The Lucent Technologies Messaging Solutions business at SUPERCOMM this week makes its move into mobile data. The company’s three-phase strategy on this front plays into Lucent’s legacy CA messaging systems and its newer AnyPath Messaging System, an Accelerate VoIP solution now in use with 17 million subscribers that offers unified communications multimedia messaging services to end users.
“We’re not just plopping a set of applications into the marketplace,” says JJ Lhospital, general manager of Lucent’s Messaging Solutions business. “We’re allowing our service provider customers to take advantage of the 150 million Lucent mailboxes based on AnyPath or CA.”
The first phase of the strategy focuses on pushing voicemail to mobile handsets. The user can choose to download the voicemail all at once or based on specific parameters such as the sender, the location or time of day, as three examples. “It’s simple, but it is really powerful for the end user, who can have the messages resident on the handset for easy retrieval,” says Lhospital. “It’s also a win for the service provider because we are moving from free- to fee-based services.”
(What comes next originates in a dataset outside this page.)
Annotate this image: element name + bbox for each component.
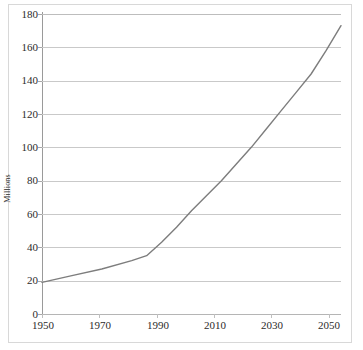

Lhospital is referring to the fact that service providers today tend to offer voicemail bundled with subscriptions. But offering value-added capabilities through pushing messages to mobile handsets may make the service attractive enough to spur customers to pay for the service, he says. A study by Crescent Branding Research reveals that 53 percent of consumers surveyed were interested in having all their messages pushed to the handset, while 31 percent were interested in having select messages pushed to their handsets. Twenty-five percent of U.S. subscribers and 40 percent of Canadian subscribers surveyed said they’d be willing to pay up to $5 beyond their current plan for mobile messaging.
During the second phase of Lucent’s mobile data mobile messaging strategy, which kicks in this August, the vendor will launch a “hyperscalable”, low-cost-per-transaction, nonproprietary multimedia messaging solution. Multimedia messaging systems have been in networks for some time, says Lhospital, but they are based on proprietary architectures, are limited in the number of transactions they can handle and not very scalable. “The market is now ready for the next generation of multimedia messaging centers,” he says. And for service providers that want it, he adds, Lucent will integrate multimedia messaging with its AnyPath technology for an integrated look and feel for end users and OEMs.
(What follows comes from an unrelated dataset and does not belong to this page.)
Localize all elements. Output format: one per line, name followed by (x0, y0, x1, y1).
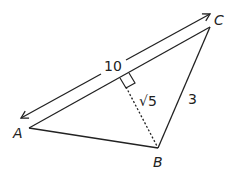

The third phase of Lucent’s strategy, targeted to begin at the end of the year, will push content in addition to messages to end users. That way, customers can access their messages and other content through one interface with one password and number. For service providers and OEMs, it means on hardware, software and back office infrastructure for both mobile messaging and content services, which can result in 30 to 50 percent savings.